Wide open Remote Desktop – why things have changed

Just a few years ago it seemed perfectly reasonable to open up Remote Desktop for end users. Open port 3389 on the firewall, make sure you have a solid password, and off you go. If you wanted to be really sneaky, you change the port to something much higher so that the “port scanners” couldn’t find it as easy.

I don’t know if it’s the tools getting better, the availability of Internet growing worldwide, us being targeted overseas or the tremendous spike in profits being raked in with Identity theft and cybercrime, probably all of the above, but the game has changed. We have gone for see 0 bad login attempts to upwards of 8,000 in a 24 hour period. Obviously automated, and unsuccessful if you have a good password, it’s very discomforting.

We are now highly recommending closing off open ports, for anything, not just Remote Desktop, where it is not needed. Use a VPN, lock down access to a specific IP or IPs or use a service such as logmein, though the risks with that warrant another article. If it’s not feasible, due to the amount of users accessing it, and budget constraints to re-configure all, there are now tools and scripts out there to block IP addresses from hitting the machine after 5 bad login attempts. Either way, try and stop the outside world from “trying your door” all day long with remote tools. As always, patch, patch patch!!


- **DESCRIPTION OF THE TASK**
List, from the lines below, each one with "wave" in it.

- **EXTRACTED RECORDS**
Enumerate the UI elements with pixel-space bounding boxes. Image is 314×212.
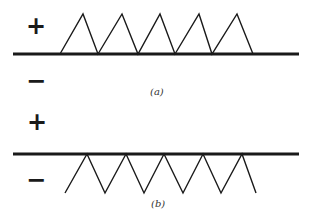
plus-sign-b: + <box>27 108 47 136</box>
triangle-wave-a <box>60 14 253 54</box>
caption-b: (b) <box>151 198 165 209</box>
plus-sign-a: + <box>26 12 46 40</box>
panel-b: + − (b) <box>13 108 299 209</box>
minus-sign-a: − <box>26 67 46 95</box>
caption-a: (a) <box>150 86 164 97</box>
diagram: + − (a) + − (b) <box>0 0 314 212</box>
panel-a: + − (a) <box>13 12 299 97</box>
triangle-wave-b <box>65 154 256 193</box>
minus-sign-b: − <box>26 166 46 194</box>
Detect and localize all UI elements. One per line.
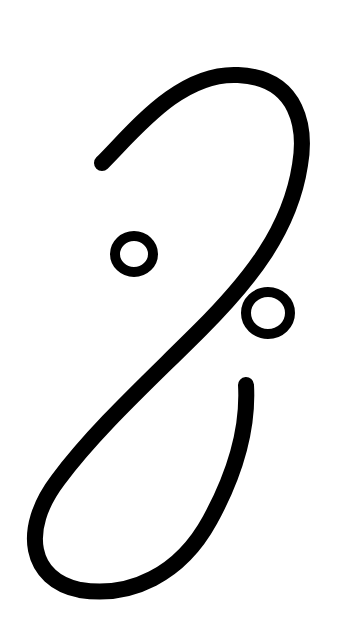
glyph-canvas: Black calligraphic glyph: an S / integra…	[0, 0, 355, 632]
calligraphic-glyph-icon	[0, 0, 355, 632]
circle-right	[246, 292, 290, 334]
circle-upper-left	[115, 236, 153, 272]
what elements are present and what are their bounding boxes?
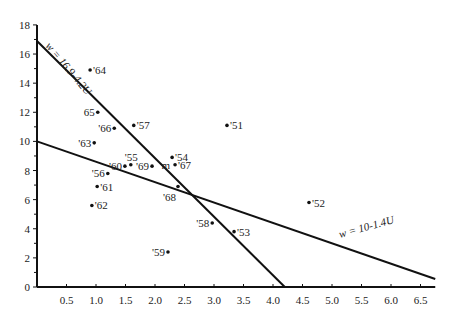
point-label: 65: [84, 106, 96, 118]
point-label: '52: [312, 197, 325, 209]
x-tick-label: 3.5: [237, 294, 251, 306]
y-tick-label: 6: [25, 194, 31, 206]
x-tick-label: 6.0: [384, 294, 398, 306]
y-tick-label: 0: [25, 281, 31, 293]
y-tick-label: 12: [19, 106, 30, 118]
x-tick-label: 3.0: [207, 294, 221, 306]
point-label: '56: [92, 167, 105, 179]
point-label: '69: [136, 160, 149, 172]
x-tick-label: 4.5: [296, 294, 310, 306]
regression-lines: [37, 41, 435, 287]
point-label: '59: [152, 246, 165, 258]
point-label: '66: [98, 122, 111, 134]
x-tick-label: 2.0: [148, 294, 162, 306]
data-point: [166, 250, 170, 254]
data-point: [307, 201, 311, 205]
point-label: '62: [95, 199, 108, 211]
x-tick-label: 6.5: [414, 294, 428, 306]
data-point: [106, 172, 110, 176]
x-tick-label: 2.5: [178, 294, 192, 306]
data-point: [173, 163, 177, 167]
y-tick-label: 2: [25, 252, 31, 264]
point-label: '58: [196, 217, 209, 229]
axes: 0246810121416180.51.01.52.02.53.03.54.04…: [19, 19, 435, 306]
data-point: [176, 185, 180, 189]
y-tick-label: 18: [19, 19, 31, 31]
point-label: '68: [163, 191, 176, 203]
x-tick-label: 1.5: [119, 294, 133, 306]
point-label: '53: [237, 226, 250, 238]
marker-m: m: [161, 159, 170, 171]
point-label: '57: [137, 119, 150, 131]
data-point: [88, 68, 92, 72]
point-label: '63: [78, 137, 91, 149]
y-tick-label: 4: [25, 223, 31, 235]
data-point: [132, 124, 136, 128]
y-tick-label: 10: [19, 135, 31, 147]
point-label: '67: [178, 159, 191, 171]
data-point: [96, 110, 100, 114]
shallow-line-label: w = 10-1.4U: [337, 213, 396, 240]
data-point: [225, 124, 229, 128]
data-point: [95, 185, 99, 189]
point-label: '61: [100, 181, 113, 193]
data-point: [210, 221, 214, 225]
point-label: '60: [109, 160, 122, 172]
x-tick-label: 4.0: [266, 294, 280, 306]
data-point: [150, 164, 154, 168]
y-tick-label: 14: [19, 77, 31, 89]
y-tick-label: 16: [19, 48, 31, 60]
data-point: [129, 163, 133, 167]
point-label: '51: [230, 119, 243, 131]
data-point: [232, 230, 236, 234]
scatter-chart: 0246810121416180.51.01.52.02.53.03.54.04…: [0, 0, 456, 321]
data-point: [90, 204, 94, 208]
x-tick-label: 5.0: [325, 294, 339, 306]
data-point: [112, 126, 116, 130]
data-point: [123, 164, 127, 168]
steep-line-label: w = 16.9-4.2U: [43, 40, 95, 98]
point-label: '64: [93, 64, 106, 76]
y-tick-label: 8: [25, 165, 31, 177]
x-tick-label: 1.0: [89, 294, 103, 306]
data-point: [92, 141, 96, 145]
x-tick-label: 0.5: [60, 294, 74, 306]
data-point: [170, 156, 174, 160]
x-tick-label: 5.5: [355, 294, 369, 306]
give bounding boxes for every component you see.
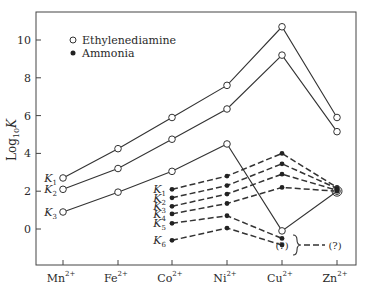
ethylenediamine-point (279, 23, 286, 30)
ammonia-point (225, 201, 230, 206)
brace (293, 235, 301, 255)
y-tick-label: 10 (17, 34, 31, 47)
ammonia-k6-line (172, 228, 282, 245)
ethylenediamine-point (279, 52, 286, 59)
ammonia-point (280, 172, 285, 177)
y-tick-label: 8 (24, 72, 31, 85)
ammonia-k3-line (172, 174, 337, 206)
ethylenediamine-point (224, 106, 231, 113)
ammonia-point (170, 221, 175, 226)
ethylenediamine-k3-line (63, 144, 337, 231)
x-axis: Mn2+Fe2+Co2+Ni2+Cu2+Zn2+ (47, 260, 348, 285)
ammonia-point (170, 204, 175, 209)
y-axis-label-main: Log (5, 138, 19, 161)
y-axis-label-sub: 10 (12, 128, 21, 138)
ammonia-k4-line (172, 187, 337, 213)
x-tick-label: Zn2+ (322, 270, 347, 285)
ethylenediamine-point (224, 82, 231, 89)
y-tick-label: 6 (24, 110, 31, 123)
ammonia-point (225, 226, 230, 231)
ethylenediamine-point (60, 175, 67, 182)
ethylenediamine-k3-label: K3 (43, 206, 57, 221)
ethylenediamine-point (60, 186, 67, 193)
ethylenediamine-point (169, 136, 176, 143)
uncertain-annotation: (?) (328, 240, 341, 251)
y-axis-label-var: K (5, 118, 19, 129)
ethylenediamine-point (115, 145, 122, 152)
ammonia-point (335, 189, 340, 194)
ammonia-point (225, 183, 230, 188)
ammonia-point (170, 195, 175, 200)
x-tick-label: Fe2+ (104, 270, 128, 285)
y-tick-label: 0 (24, 223, 31, 236)
y-tick-label: 4 (24, 147, 31, 160)
ethylenediamine-point (169, 114, 176, 121)
ethylenediamine-k2-line (63, 55, 337, 189)
ethylenediamine-point (279, 228, 286, 235)
ammonia-point (280, 161, 285, 166)
ethylenediamine-point (115, 189, 122, 196)
legend: Ethylenediamine Ammonia (70, 34, 176, 60)
legend-marker-ammonia (71, 51, 76, 56)
ethylenediamine-point (115, 165, 122, 172)
legend-marker-ethylenediamine (70, 37, 76, 43)
x-tick-label: Mn2+ (47, 270, 76, 285)
ammonia-point (225, 213, 230, 218)
annotations: (?)(?) (275, 235, 341, 255)
ammonia-point (225, 192, 230, 197)
ammonia-k2-line (172, 164, 337, 198)
ammonia-point (280, 151, 285, 156)
ethylenediamine-point (60, 209, 67, 216)
stability-constant-chart: 0246810 Mn2+Fe2+Co2+Ni2+Cu2+Zn2+ Log10K … (0, 0, 366, 293)
ammonia-point (170, 211, 175, 216)
ethylenediamine-point (334, 114, 341, 121)
ethylenediamine-point (169, 168, 176, 175)
legend-label-ethylenediamine: Ethylenediamine (82, 34, 176, 47)
ammonia-point (170, 187, 175, 192)
ammonia-point (280, 185, 285, 190)
ammonia-point (170, 238, 175, 243)
uncertain-annotation: (?) (275, 240, 288, 251)
ethylenediamine-point (334, 128, 341, 135)
ethylenediamine-point (224, 141, 231, 148)
ammonia-k6-label: K6 (152, 234, 166, 249)
legend-label-ammonia: Ammonia (81, 47, 135, 60)
x-tick-label: Ni2+ (213, 270, 237, 285)
y-tick-label: 2 (24, 185, 31, 198)
y-axis-label: Log10K (5, 118, 21, 161)
x-tick-label: Co2+ (157, 270, 183, 285)
x-tick-label: Cu2+ (267, 270, 293, 285)
ammonia-point (225, 174, 230, 179)
svg-text:Log10K: Log10K (5, 118, 21, 161)
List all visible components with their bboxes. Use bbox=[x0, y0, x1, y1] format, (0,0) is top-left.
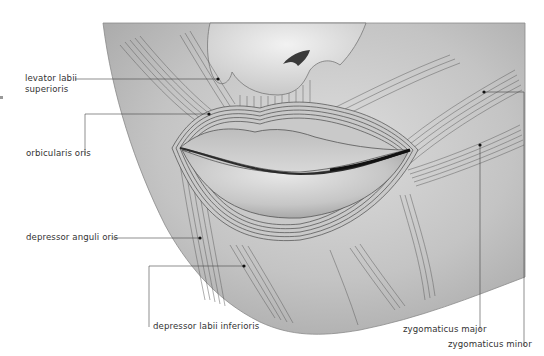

- **EXERCISE RESULT**
triangle-wave-a <box>60 14 253 54</box>
triangle-wave-b <box>65 154 256 193</box>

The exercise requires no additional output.